Upstairs, some boys are also staring out the window, looking out at the Turks. The conversation is the same. “What, is the lawn theirs now?”
“Yeah, seriously, I can’t sit on the grass now.”
“Dude, I sat on the grass yesterday and I think they were pissed I took their spot.”
It is as if, to these students, someone had stolen their property. But the grassy patch of lawn in front of the building was communal, after all. It’s our lawn, our school, and our country. All these dormers seem to have the same sentiments.
This sense of otherness grows as the days go on, as the Turkish boys sit on the lawns and smoke with a happiness American smokers do not have anymore. Politicians ready their debates about strengthening the nation’s borders and news teams crack more and more jokes about Iranians and Iraqis. The Middle East turns into anything not Western European or American. They speak in their own language on the buses to and from the different campuses as riders around them think, “How rude, I hope they’re not talking about me,” and cannot even place their accents.

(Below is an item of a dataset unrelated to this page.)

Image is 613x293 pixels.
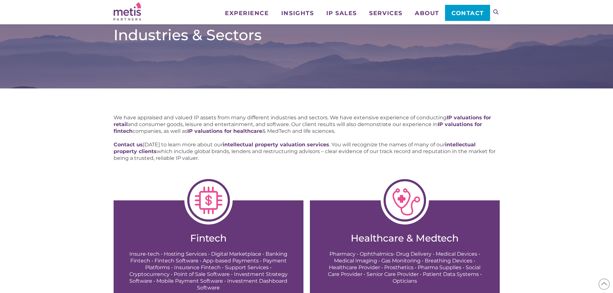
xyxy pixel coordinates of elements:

They’re not German, French, Italian, or Spanish, so the language does not exist. People place themselves an extra space away from the foreigners on the bus, and when students write their term papers, Microsoft Word automatically corrects the names of any obscure countries or un-Americanized names with a bold red line. The words “America” and “American” are automatically put into uppercase letters. And still the Turkish boys sit outside in a loose circle, smoking and relaxing.
“I wonder if this will keep up once it gets ridiculously cold outside,” the owner of the room overlooking the doorstep says. And a voice from upstairs drifts out, saying, “That better stop, I’m tired of this cigarette shit.”
“Yes, I know what you mean— hey, you want to smoke tonight?”
“Yeah, why not.”
The night get colder. It’s 2 a.m. and the boys are still outside in their circle, and the girls peer out of the window, clucking their tongues at the noise and smoke coming in with the cold air through the window.
“Turkey, man. I can’t even find that shit on a map. What the hell?”
Yes, what the hell.
Marina Wright is a sophomore English major and a Literary writer for Generation.